◆ TASK ◆
Pictures are to be left out, and only the lines from the one with "is (519, 923)." through the last line of the listing below are to be repeated exactly.

- - -

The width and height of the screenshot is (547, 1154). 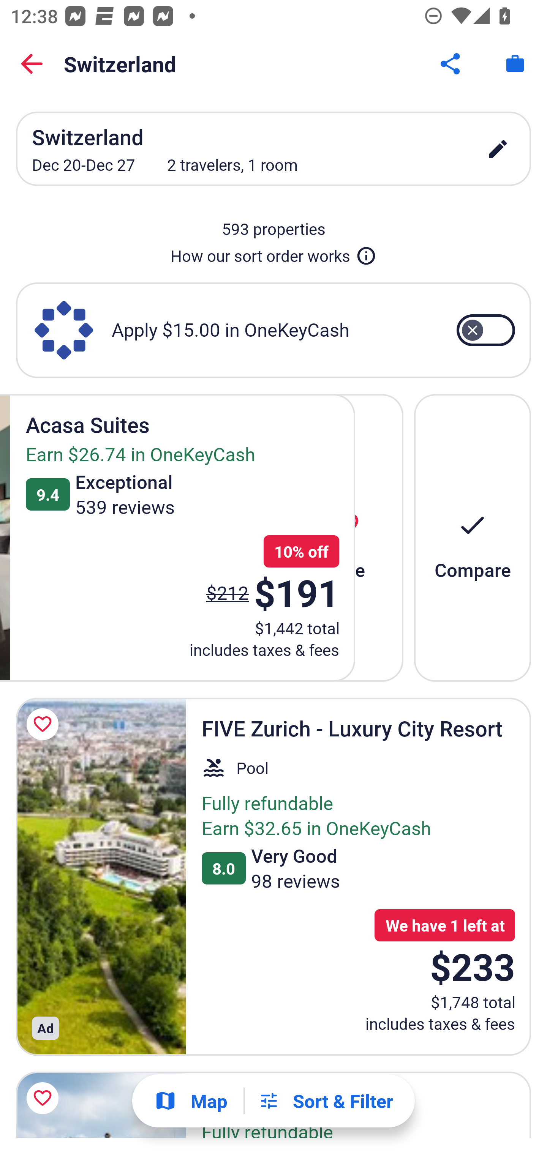 What do you see at coordinates (325, 1101) in the screenshot?
I see `Filters Sort & Filter Filters Button` at bounding box center [325, 1101].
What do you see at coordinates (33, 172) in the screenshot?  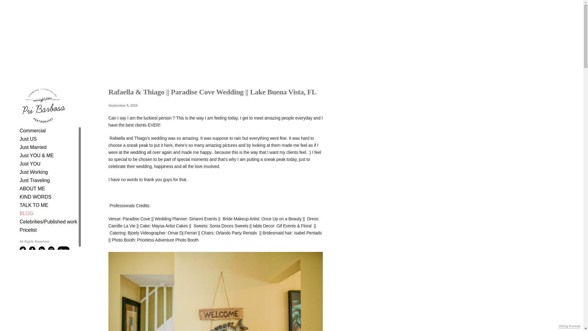 I see `Just Working` at bounding box center [33, 172].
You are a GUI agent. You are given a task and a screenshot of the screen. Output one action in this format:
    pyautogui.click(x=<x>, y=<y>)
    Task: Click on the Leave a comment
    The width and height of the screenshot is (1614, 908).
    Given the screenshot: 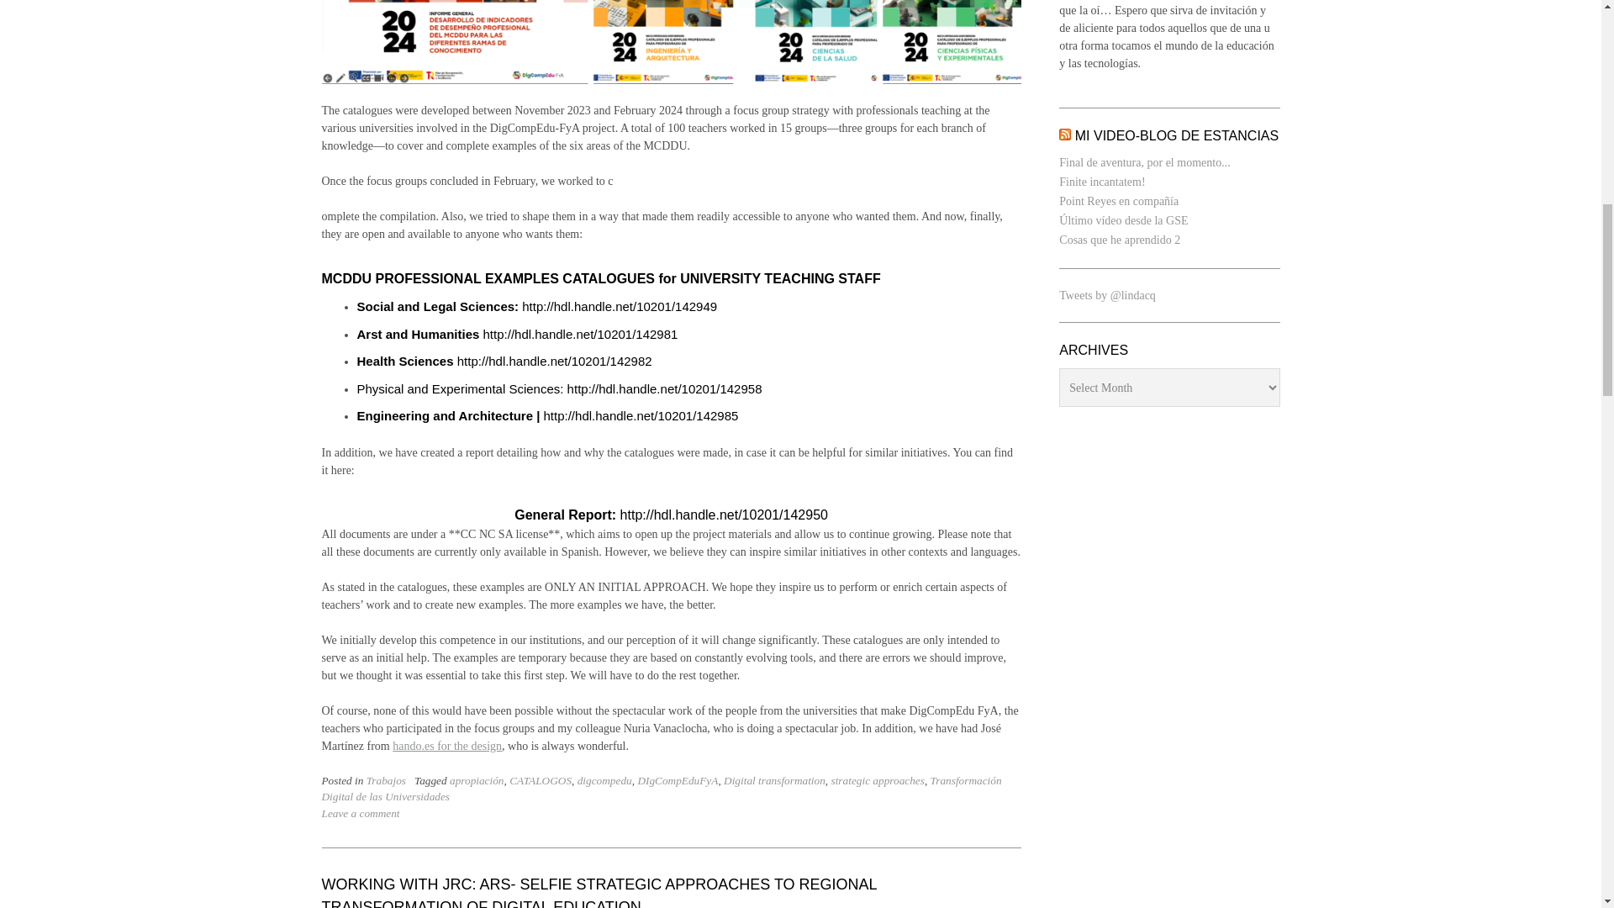 What is the action you would take?
    pyautogui.click(x=360, y=814)
    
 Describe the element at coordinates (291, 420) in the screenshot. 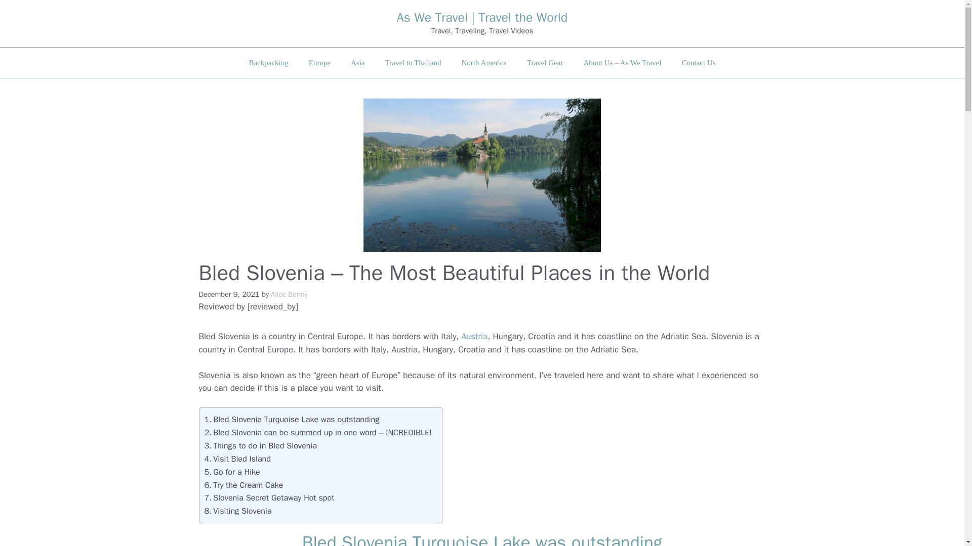

I see `Bled Slovenia Turquoise Lake was outstanding` at that location.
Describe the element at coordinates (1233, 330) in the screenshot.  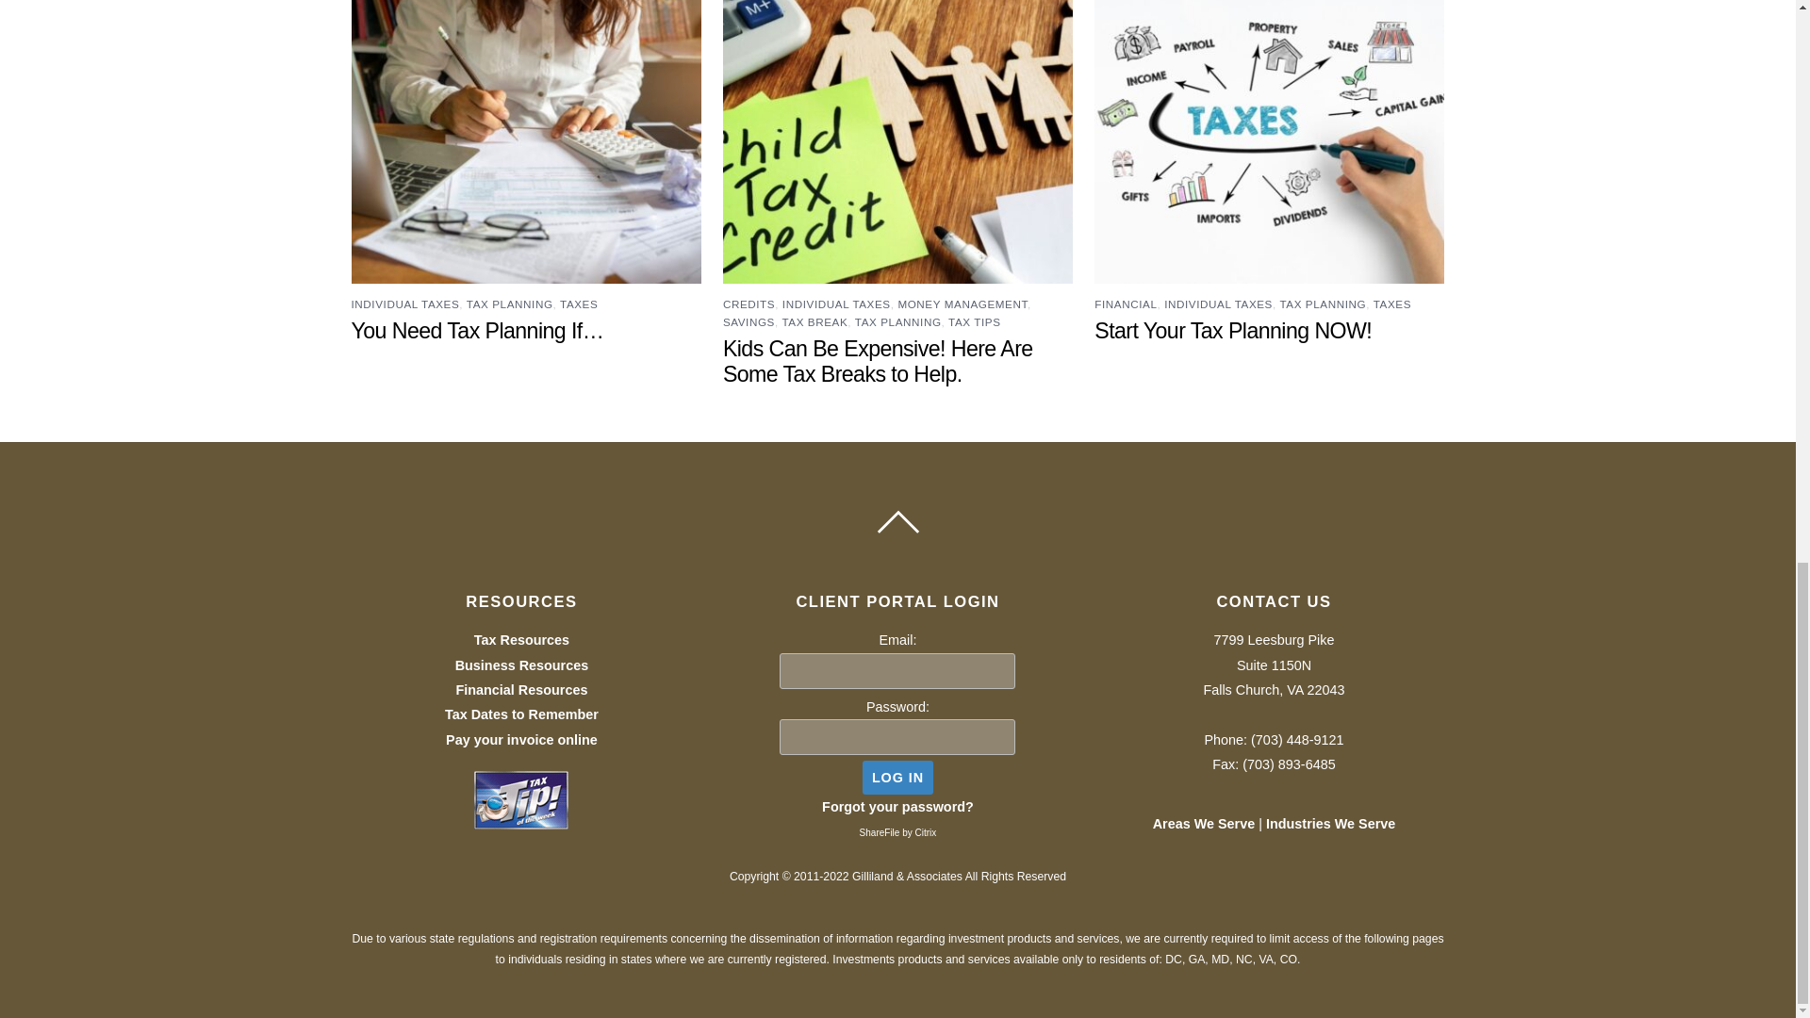
I see `Start Your Tax Planning NOW!` at that location.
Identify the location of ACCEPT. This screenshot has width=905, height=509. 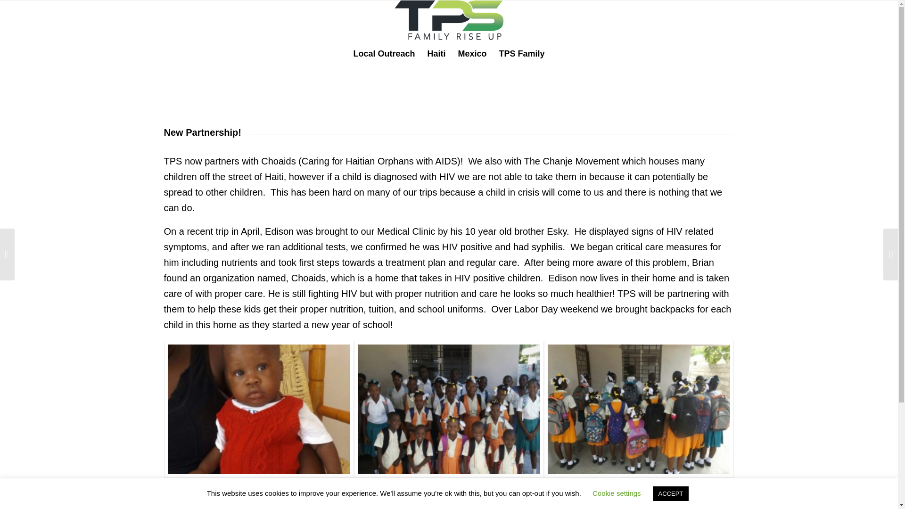
(670, 494).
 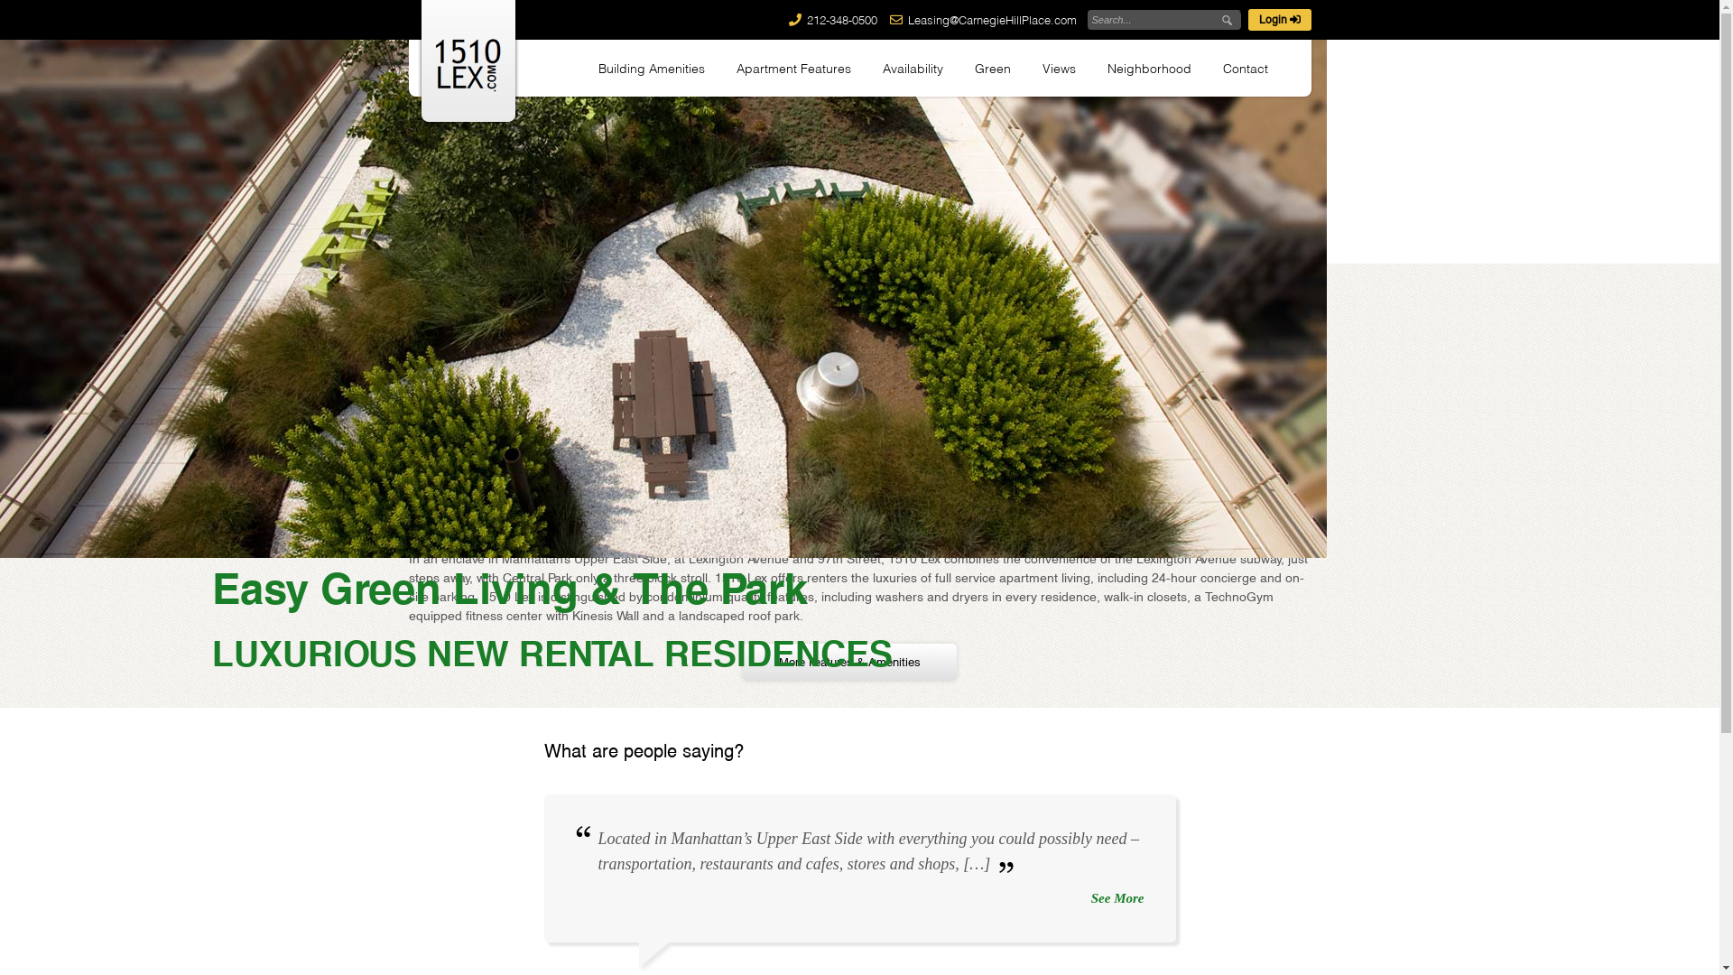 I want to click on Building Amenities, so click(x=651, y=69).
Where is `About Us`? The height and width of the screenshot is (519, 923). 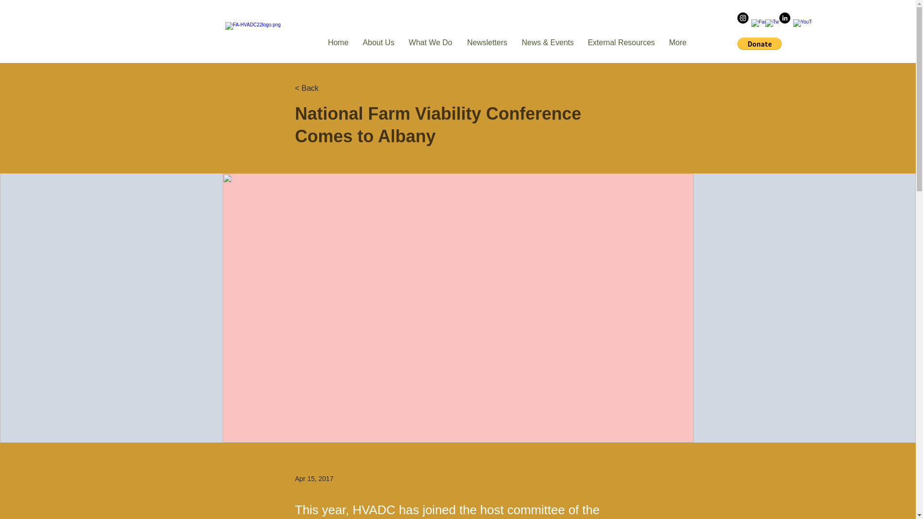
About Us is located at coordinates (378, 42).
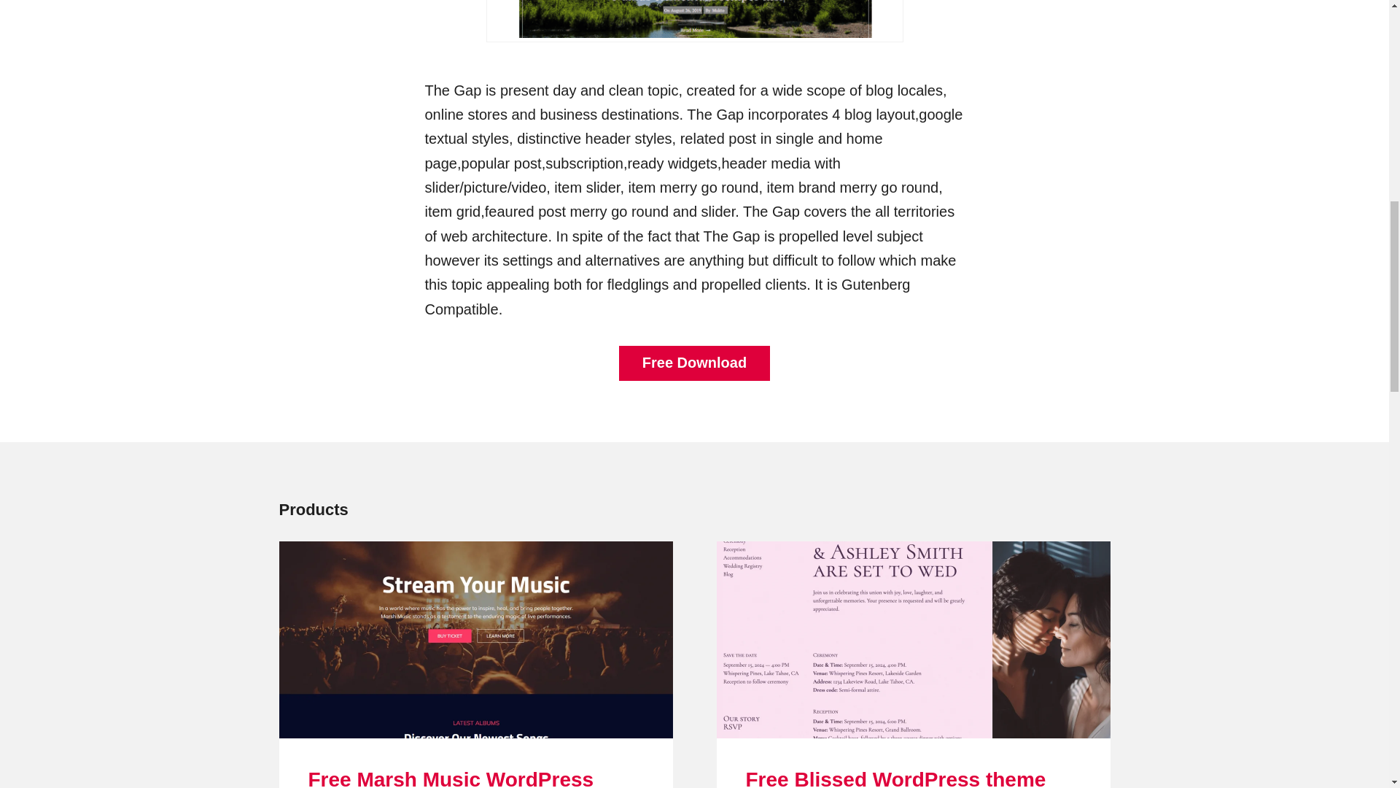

- - -

◆ TASK OUTPUT ◆
Where is `About Us`? The height and width of the screenshot is (519, 923). 
About Us is located at coordinates (378, 42).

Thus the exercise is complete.